After that I confirmed the transition scenes (between different parts of the novel, BEFORE and AFTER the major plot points, then put together a synopsis, updated from the original ‘pre-draft’ synopsis for anything that had changed during the writing process.

questionaire

Finally, and the process that took the longest, was going through a 20 page sequence of questions and answering them. This questionnaire was put together by Art Holcomb, a Hollywood screen writer and teacher who runs many writing courses from his blog (http://artholcomb.blogspot.com). This questionaire had been put together over many years by Art with input from his mentors such as Brannon Braga of Star Trek The Next Generation fame. Some of my favourite episodes of Star Trek TNG are written by Braga, such as Parallels and Cause and Effect, episodes with clear plot structure, put together by someone who understands how to put a story together – someone to learn from! (As a complete aside, that moment in Parallels, when Crazy Bearded Riker from the Borg Invasion timeline screams that he isn’t going back? – damn I still get shivers thinking about it – that was one of the most memorable moments in all of the TNG for me).

These questions look at various aspects of the story and cut to the heart of the matter, and make you as a writer ask some very honest questions of your work. It was a lot of hard questions, a lot of soul searching. It was all a bit of a pain in the arse actually. I wanted to be writing!
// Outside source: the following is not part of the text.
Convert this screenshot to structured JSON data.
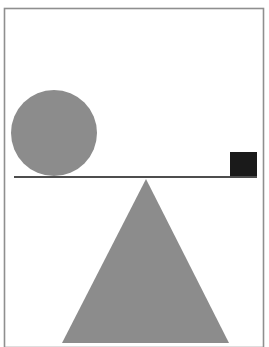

But these questions consistently made me go back to my beat sheet and re-evaluate what I had done and if it was missing something or could be done better.

When I wrote Elite: And Here The Wheel I had many restrictions – I was in someone else’s universe that wasn’t fleshed out when I wrote my novel, I was restricted by this pre-made universe, and I had a timeframe to work in if I wanted to launch my novel with the game itself.

Bezerker Cover3
With ‘The Bezerker‘ however, none of those restrictions are there. I can write (or naval gaze) at my own pace, the universe is fully mine. I had devised the rules and history many years ago, as I’ve based other stories in this universe already.

So I’ve taken my time to make sure I am answering these questions honesty, and in depth. My goal is simple: Make ‘The Bezerker’ the best possibly story I can write, without compromise. If you have ready Elite: And Here The Wheel you’ll know I like action and broken, ‘grey’ characters. This continues, all the characters are complex, damaged beasts with their own issues, but I wanted take it further, more about character, and choices, and what makes people tick. Do they stand up and fight or do they run away and hide? Do they accept their losses or try and reclaim what they have lost?

Another writing coach, Larry Brooks, explains in his ‘Story Engineering‘ book that there are three layers to each character: 1) What they show the world, 2) The reason they show this to the world and 3)What they actually do when the chips are down. All my characters are put under duress, and they need to choose what kind of person they are and what is important to them. What is important at their core being?

This questionnaire has also made sure that I take opportunities to amp up the pressure and stress of the story through relationships.

So quietly I’ve been whittling away at these questions, padding out my beat sheet with notes, expanding, adding, cutting, changing focus and bringing everything into alignment to make the story the best possible version it can be. I’ve taken my novel and engineered the shit out of it.

It was a slog, but its done now. Now it’s time to put all of this back into the text. It’s time to start rewriting!